Sessional Paper No.10 envisaged economic take-off with industrialisation, education and social protection as the drivers.

“It should be recognised that if the nation’s limited domestic capital is used to buy existing land, livestock, buildings and equipment, the nation has no more productive assets than before – only their ownership has changed. What may be lost are the new resources that could have been purchased instead – the new schools, hospitals, roads, water supplies, irrigation schemes, rolling stock, land surveys, housing, lodges, airports and harbour development – and the employment opportunities and added output that these new developments would create,” according to the 1965 Sessional Paper No.10, billed as Kenya’s blueprint for economic take-off.

Land, inter-ethnic coexistence and business ownership remain prickly issues that independence parties have to grapple with. The same applies to ANC in Sout Africa.

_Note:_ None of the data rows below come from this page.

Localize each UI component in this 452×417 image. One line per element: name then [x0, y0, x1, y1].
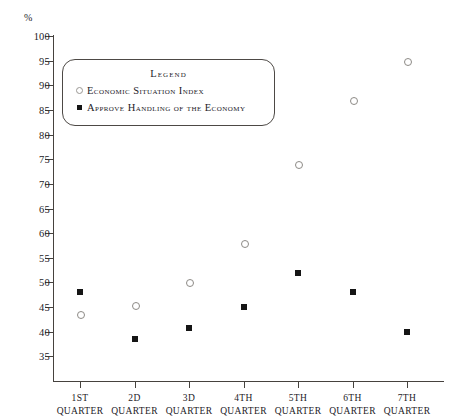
- data-point: [404, 329, 410, 335]
- data-point: [350, 289, 356, 295]
- x-axis-tick-label: 3DQUARTER: [166, 392, 213, 417]
- data-point: [241, 240, 249, 248]
- data-point: [404, 58, 412, 66]
- y-axis-tick-label: 65: [8, 203, 53, 214]
- x-axis-tick-label: 5THQUARTER: [275, 392, 322, 417]
- legend-entry-label: Approve Handling of the Economy: [87, 102, 245, 113]
- x-axis-tick-label: 7THQUARTER: [384, 392, 431, 417]
- x-axis-tick-label: 1STQUARTER: [57, 392, 104, 417]
- data-point: [241, 304, 247, 310]
- open-circle-icon: [73, 87, 85, 94]
- legend-title: Legend: [63, 68, 274, 79]
- y-axis-unit-label: %: [24, 12, 33, 23]
- data-point: [77, 289, 83, 295]
- x-axis-tick-label: 2DQUARTER: [111, 392, 158, 417]
- filled-square-icon: [73, 105, 85, 110]
- y-axis-line: [53, 35, 54, 382]
- y-axis-tick-label: 40: [8, 326, 53, 337]
- y-axis-tick-label: 50: [8, 277, 53, 288]
- legend-entry-label: Economic Situation Index: [87, 85, 204, 96]
- x-axis-tick-label: 6THQUARTER: [329, 392, 376, 417]
- x-axis-tick: [244, 381, 245, 388]
- y-axis-tick-label: 55: [8, 252, 53, 263]
- x-axis-tick: [353, 381, 354, 388]
- data-point: [295, 270, 301, 276]
- y-axis-tick-label: 75: [8, 154, 53, 165]
- x-axis-tick: [298, 381, 299, 388]
- data-point: [186, 325, 192, 331]
- data-point: [295, 161, 303, 169]
- data-point: [77, 311, 85, 319]
- x-axis-tick-label: 4THQUARTER: [220, 392, 267, 417]
- x-axis-tick: [189, 381, 190, 388]
- y-axis-tick-label: 100: [8, 31, 53, 42]
- y-axis-tick-label: 90: [8, 80, 53, 91]
- y-axis-tick-label: 35: [8, 351, 53, 362]
- y-axis-tick-label: 45: [8, 302, 53, 313]
- y-axis-tick-label: 60: [8, 228, 53, 239]
- x-axis-tick: [135, 381, 136, 388]
- x-axis-tick: [407, 381, 408, 388]
- y-axis-tick-label: 85: [8, 104, 53, 115]
- data-point: [350, 97, 358, 105]
- data-point: [132, 302, 140, 310]
- x-axis-tick: [80, 381, 81, 388]
- y-axis-tick-label: 95: [8, 55, 53, 66]
- data-point: [132, 336, 138, 342]
- legend-entry-approve-handling-of-the-economy: Approve Handling of the Economy: [73, 102, 274, 113]
- x-axis-line: [53, 381, 444, 382]
- data-point: [186, 279, 194, 287]
- legend: Legend Economic Situation Index Approve …: [62, 59, 275, 126]
- y-axis-tick-label: 80: [8, 129, 53, 140]
- legend-entry-economic-situation-index: Economic Situation Index: [73, 85, 274, 96]
- y-axis-tick-label: 70: [8, 178, 53, 189]
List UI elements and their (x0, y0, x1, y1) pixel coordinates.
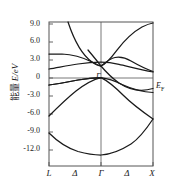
band-structure-figure: 能量 E/eV 9.0 6.0 3.0 0 -3.0 -6.0 -9.0 -12… (0, 0, 174, 189)
band-structure-plot (0, 0, 174, 189)
y-axis-ticks (49, 24, 53, 150)
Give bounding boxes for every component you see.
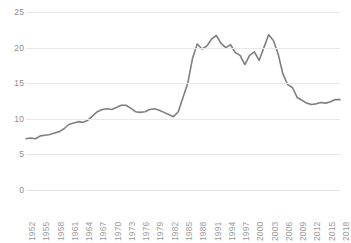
y-tick-label-0: 0 [2,186,24,195]
gridline-10 [26,119,340,120]
y-tick-label-10: 10 [2,115,24,124]
gridline-0 [26,190,340,191]
x-tick-1964: 1964 [77,195,89,243]
x-tick-1997: 1997 [234,195,246,243]
x-tick-2006: 2006 [277,195,289,243]
x-tick-2012: 2012 [305,195,317,243]
x-tick-1988: 1988 [191,195,203,243]
x-tick-2003: 2003 [263,195,275,243]
gridline-25 [26,12,340,13]
x-tick-1979: 1979 [148,195,160,243]
x-tick-1967: 1967 [91,195,103,243]
x-tick-1976: 1976 [134,195,146,243]
x-tick-1958: 1958 [49,195,61,243]
x-tick-label: 2018 [342,222,351,241]
x-tick-1970: 1970 [106,195,118,243]
x-tick-2015: 2015 [320,195,332,243]
x-tick-1973: 1973 [120,195,132,243]
plot-area [26,12,340,190]
x-tick-1952: 1952 [20,195,32,243]
y-tick-label-5: 5 [2,150,24,159]
x-tick-1982: 1982 [163,195,175,243]
x-tick-1991: 1991 [206,195,218,243]
data-line [26,35,340,139]
y-tick-label-15: 15 [2,79,24,88]
x-tick-2018: 2018 [334,195,346,243]
x-tick-1994: 1994 [220,195,232,243]
gridline-20 [26,48,340,49]
x-tick-1985: 1985 [177,195,189,243]
gridline-5 [26,154,340,155]
series-line [26,12,340,190]
x-tick-1961: 1961 [63,195,75,243]
x-tick-1955: 1955 [34,195,46,243]
x-axis: 1952195519581961196419671970197319761979… [26,192,340,243]
gridline-15 [26,83,340,84]
y-tick-label-20: 20 [2,44,24,53]
x-tick-2009: 2009 [291,195,303,243]
y-tick-label-25: 25 [2,8,24,17]
x-tick-2000: 2000 [248,195,260,243]
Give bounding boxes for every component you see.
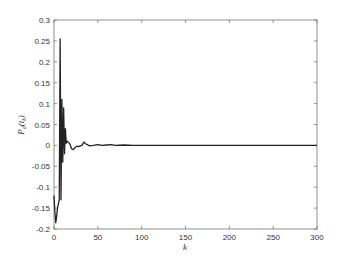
x-tick-label: 200 (223, 233, 237, 242)
y-tick-label: -0.05 (32, 162, 51, 171)
x-tick-label: 250 (266, 233, 280, 242)
x-tick-label: 100 (135, 233, 149, 242)
y-tick-label: 0 (46, 141, 51, 150)
y-tick-label: -0.15 (32, 204, 51, 213)
x-tick-label: 0 (52, 233, 57, 242)
line-chart: -0.2-0.15-0.1-0.0500.050.10.150.20.250.3… (0, 0, 340, 262)
y-tick-label: 0.1 (39, 100, 51, 109)
x-tick-label: 300 (310, 233, 324, 242)
y-tick-label: -0.2 (36, 225, 50, 234)
y-tick-label: 0.15 (34, 79, 50, 88)
x-tick-label: 50 (93, 233, 102, 242)
svg-text:Pd(tk): Pd(tk) (16, 115, 27, 136)
x-axis-label: k (183, 242, 188, 252)
x-tick-label: 150 (179, 233, 193, 242)
y-tick-label: -0.1 (36, 183, 50, 192)
y-tick-label: 0.05 (34, 121, 50, 130)
plot-frame (54, 20, 317, 229)
y-tick-label: 0.2 (39, 58, 51, 67)
y-axis-label: Pd(tk) (16, 115, 27, 136)
y-tick-label: 0.25 (34, 37, 50, 46)
y-tick-label: 0.3 (39, 16, 51, 25)
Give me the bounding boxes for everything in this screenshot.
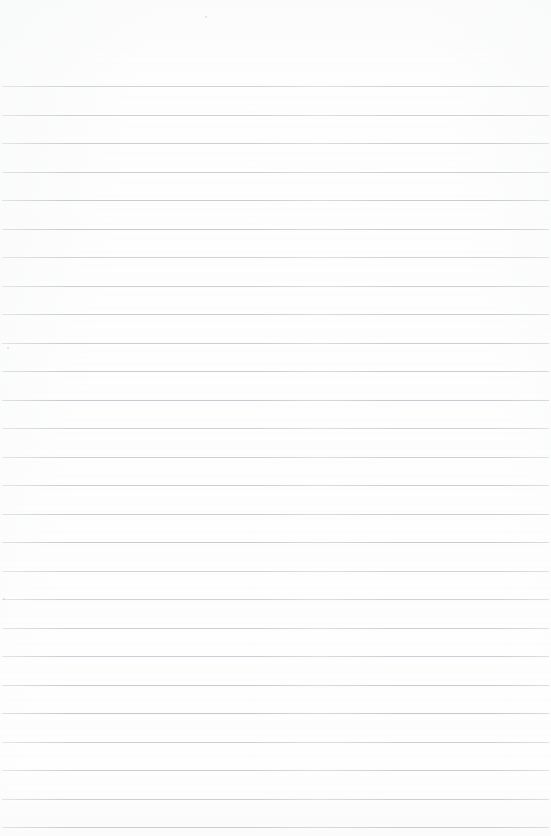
scan-speck: [3, 598, 5, 600]
scan-speck: [7, 347, 9, 349]
scan-artifact-layer: [0, 0, 551, 836]
scan-speck: [205, 16, 207, 18]
scanned-page: [0, 0, 551, 836]
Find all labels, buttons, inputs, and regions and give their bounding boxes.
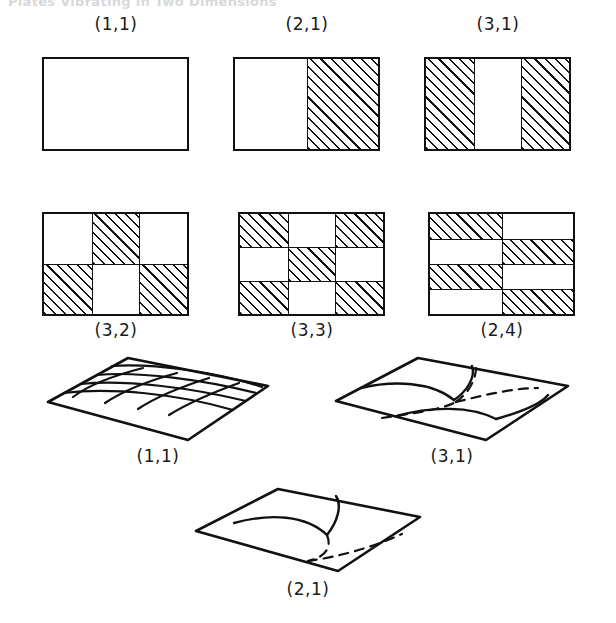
plan-cell bbox=[426, 59, 474, 149]
plate-figure-2-1 bbox=[196, 487, 420, 573]
plan-cell bbox=[240, 214, 288, 247]
plan-cell bbox=[44, 59, 187, 149]
plan-cell bbox=[44, 264, 92, 314]
plate-outline bbox=[196, 489, 420, 571]
plan-label-3-1: (3,1) bbox=[477, 14, 520, 34]
plan-cell bbox=[502, 214, 574, 239]
plan-cell bbox=[307, 59, 379, 149]
plan-cell bbox=[92, 214, 140, 264]
plan-cell bbox=[335, 281, 383, 314]
plan-cell bbox=[44, 214, 92, 264]
plan-cell bbox=[430, 289, 502, 314]
plan-cell bbox=[288, 281, 336, 314]
plan-figure-3-3 bbox=[238, 212, 385, 316]
plan-label-2-4: (2,4) bbox=[481, 320, 524, 340]
plate-mesh-svg bbox=[48, 356, 268, 442]
plan-cell bbox=[502, 264, 574, 289]
plan-label-3-3: (3,3) bbox=[291, 320, 334, 340]
plan-cell bbox=[139, 214, 187, 264]
plan-figure-3-1 bbox=[424, 57, 571, 151]
plan-cell bbox=[92, 264, 140, 314]
plate-nodal-line-solid bbox=[234, 496, 339, 535]
plan-label-1-1: (1,1) bbox=[95, 14, 138, 34]
plan-cell bbox=[335, 247, 383, 280]
plan-figure-2-4 bbox=[428, 212, 575, 316]
plan-figure-1-1 bbox=[42, 57, 189, 151]
plan-cell bbox=[502, 289, 574, 314]
plan-figure-2-1 bbox=[233, 57, 380, 151]
plate-label-3-1: (3,1) bbox=[431, 446, 474, 466]
plan-cell bbox=[235, 59, 307, 149]
plan-cell bbox=[430, 214, 502, 239]
plate-label-1-1: (1,1) bbox=[137, 446, 180, 466]
page-header-text: Plates Vibrating in Two Dimensions bbox=[8, 0, 277, 9]
plan-figure-3-2 bbox=[42, 212, 189, 316]
plan-cell bbox=[430, 264, 502, 289]
figure-canvas: Plates Vibrating in Two Dimensions (1,1)… bbox=[0, 0, 616, 623]
plan-cell bbox=[430, 239, 502, 264]
plate-grid-lines-u bbox=[64, 365, 262, 410]
plan-label-3-2: (3,2) bbox=[95, 320, 138, 340]
plan-cell bbox=[502, 239, 574, 264]
plate-figure-3-1 bbox=[336, 356, 568, 442]
plate-figure-1-1 bbox=[48, 356, 268, 442]
plan-cell bbox=[521, 59, 569, 149]
plan-label-2-1: (2,1) bbox=[286, 14, 329, 34]
plate-label-2-1: (2,1) bbox=[287, 579, 330, 599]
plate-nodal21-svg bbox=[196, 487, 420, 573]
plan-cell bbox=[335, 214, 383, 247]
plate-nodal31-svg bbox=[336, 356, 568, 442]
plan-cell bbox=[139, 264, 187, 314]
plan-cell bbox=[474, 59, 522, 149]
plan-cell bbox=[288, 247, 336, 280]
plan-cell bbox=[240, 247, 288, 280]
plan-cell bbox=[240, 281, 288, 314]
plan-cell bbox=[288, 214, 336, 247]
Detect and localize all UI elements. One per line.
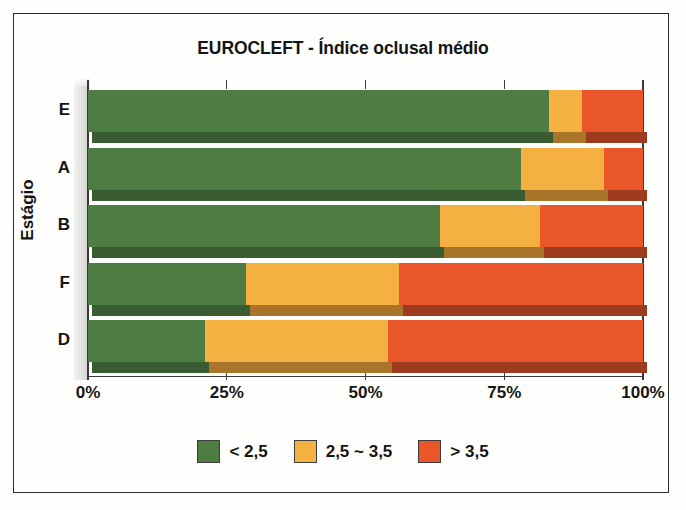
x-tick-label-75pct: 75% xyxy=(459,383,549,403)
y-axis-title: Estágio xyxy=(18,130,38,290)
bar-shadow-segment-e-s2 xyxy=(553,132,586,143)
x-tick-0pct xyxy=(87,370,88,380)
bar-row-d xyxy=(88,320,643,362)
bar-segment-f-s3 xyxy=(399,263,643,305)
chart-figure: EUROCLEFT - Índice oclusal médio 0%25%50… xyxy=(0,0,686,510)
bar-segment-a-s3 xyxy=(604,148,643,190)
y-category-label-e: E xyxy=(36,100,70,120)
legend-swatch-3 xyxy=(418,440,441,463)
bar-shadow-e xyxy=(92,132,647,143)
x-tick-label-25pct: 25% xyxy=(182,383,272,403)
bar-row-f xyxy=(88,263,643,305)
bar-shadow-segment-d-s3 xyxy=(392,362,647,373)
legend-label-2: 2,5 ~ 3,5 xyxy=(326,442,393,462)
bar-shadow-segment-f-s2 xyxy=(250,305,403,316)
bar-row-a xyxy=(88,148,643,190)
x-tick-label-0pct: 0% xyxy=(43,383,133,403)
bar-shadow-segment-b-s1 xyxy=(92,247,444,258)
bar-cap-f xyxy=(639,258,648,263)
page-title: EUROCLEFT - Índice oclusal médio xyxy=(0,38,686,59)
bar-shadow-segment-b-s3 xyxy=(544,247,647,258)
chart-legend: < 2,52,5 ~ 3,5> 3,5 xyxy=(0,440,686,463)
x-tick-top-50pct xyxy=(365,80,366,89)
bar-segment-b-s1 xyxy=(88,205,440,247)
bar-shadow-segment-a-s2 xyxy=(525,190,608,201)
bar-row-e xyxy=(88,90,643,132)
bar-segment-f-s2 xyxy=(246,263,399,305)
bar-segment-b-s3 xyxy=(540,205,643,247)
bar-shadow-segment-d-s2 xyxy=(209,362,392,373)
bar-cap-b xyxy=(639,200,648,205)
bar-cap-d xyxy=(639,315,648,320)
bar-shadow-segment-e-s1 xyxy=(92,132,553,143)
plot-side-wall xyxy=(74,84,88,380)
bar-cap-a xyxy=(639,143,648,148)
x-tick-top-25pct xyxy=(226,80,227,89)
bar-segment-e-s3 xyxy=(582,90,643,132)
bar-shadow-segment-e-s3 xyxy=(586,132,647,143)
legend-item-3[interactable]: > 3,5 xyxy=(418,440,488,463)
bar-segment-d-s1 xyxy=(88,320,205,362)
y-category-label-f: F xyxy=(36,273,70,293)
bar-shadow-a xyxy=(92,190,647,201)
bar-shadow-f xyxy=(92,305,647,316)
legend-label-1: < 2,5 xyxy=(229,442,267,462)
legend-item-2[interactable]: 2,5 ~ 3,5 xyxy=(294,440,393,463)
x-tick-label-100pct: 100% xyxy=(598,383,686,403)
legend-item-1[interactable]: < 2,5 xyxy=(197,440,267,463)
bar-shadow-segment-f-s3 xyxy=(403,305,647,316)
y-category-label-a: A xyxy=(36,158,70,178)
bar-segment-e-s1 xyxy=(88,90,549,132)
bar-segment-d-s3 xyxy=(388,320,643,362)
bar-segment-d-s2 xyxy=(205,320,388,362)
bar-shadow-d xyxy=(92,362,647,373)
bar-shadow-segment-a-s3 xyxy=(608,190,647,201)
bar-shadow-segment-d-s1 xyxy=(92,362,209,373)
bar-row-b xyxy=(88,205,643,247)
bar-segment-f-s1 xyxy=(88,263,246,305)
y-category-label-b: B xyxy=(36,215,70,235)
bar-segment-b-s2 xyxy=(440,205,540,247)
bar-shadow-segment-a-s1 xyxy=(92,190,525,201)
bar-shadow-b xyxy=(92,247,647,258)
bar-segment-e-s2 xyxy=(549,90,582,132)
legend-swatch-2 xyxy=(294,440,317,463)
legend-swatch-1 xyxy=(197,440,220,463)
x-tick-top-75pct xyxy=(504,80,505,89)
y-category-label-d: D xyxy=(36,330,70,350)
bar-segment-a-s2 xyxy=(521,148,604,190)
x-tick-top-0pct xyxy=(87,80,88,89)
bar-shadow-segment-f-s1 xyxy=(92,305,250,316)
legend-label-3: > 3,5 xyxy=(450,442,488,462)
x-tick-label-50pct: 50% xyxy=(321,383,411,403)
bar-shadow-segment-b-s2 xyxy=(444,247,544,258)
bar-segment-a-s1 xyxy=(88,148,521,190)
bar-cap-e xyxy=(639,85,648,90)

According former Secretary-General Nick Salat, “Kanu (and now ANC) is an ideal case study for political parties across the continent of how not to do thing things… Independence parties should never die. Those who are in Kanu now should decide when or to continue doing the same old things and getting the old results. Or they should smell the coffee and realise that politics of yesteryears and today is totally two different things. Let other countries learn that the more you retain the old way of doing things, other entities will come in and pass you by.  At the end of the day the end-game of a political party is power and if you ignore citizens, you lose it.”

Political demagoguery, explain Prof Oniang’o and Salat, is the source of disenchantment with ANC and Kanu, leading to splits. Similar situations obtain in Zimbabwe, where independence parties Zapu-PF and Zanu-PF are sliding into insignificance. They are accused of the same mistakes Kanu made in Kenya, and which are currently being replayed in South Africa as the country holds its seventh general election.

Kenya and South Africa waged the longest and bloodiest wars of liberation in Africa, with ANC – Africa’s oldest political party – ascending to power in 1994 when Kanu’s star in Kenya was dimming. ANC’s missteps have elicited comparisons with Kanu’s trajectory before its 40-year reign ended sensationally ended 2002, an election outcome that shook Africa and necessitated a resetting in some countries that were accustomed to one-party rule. That Kanu has become something of a case study in African political democracy is not surprising, insists Salat.

“Kanu was dominated by demagogues who were impatient with political reforms in keeping with the times. ANC has slipped into similar demagoguery at a time groups that split from the independence party are building momentum,” he observes.

The emergence of Umkhonto  Wesizwe and Economic Freedom Party, both formed by estranged stalwarts of ANC rekindles memories of the peeling away from Kanu by Jaramogi Oginga Odinga in 1965 to form Kenya People’s Union.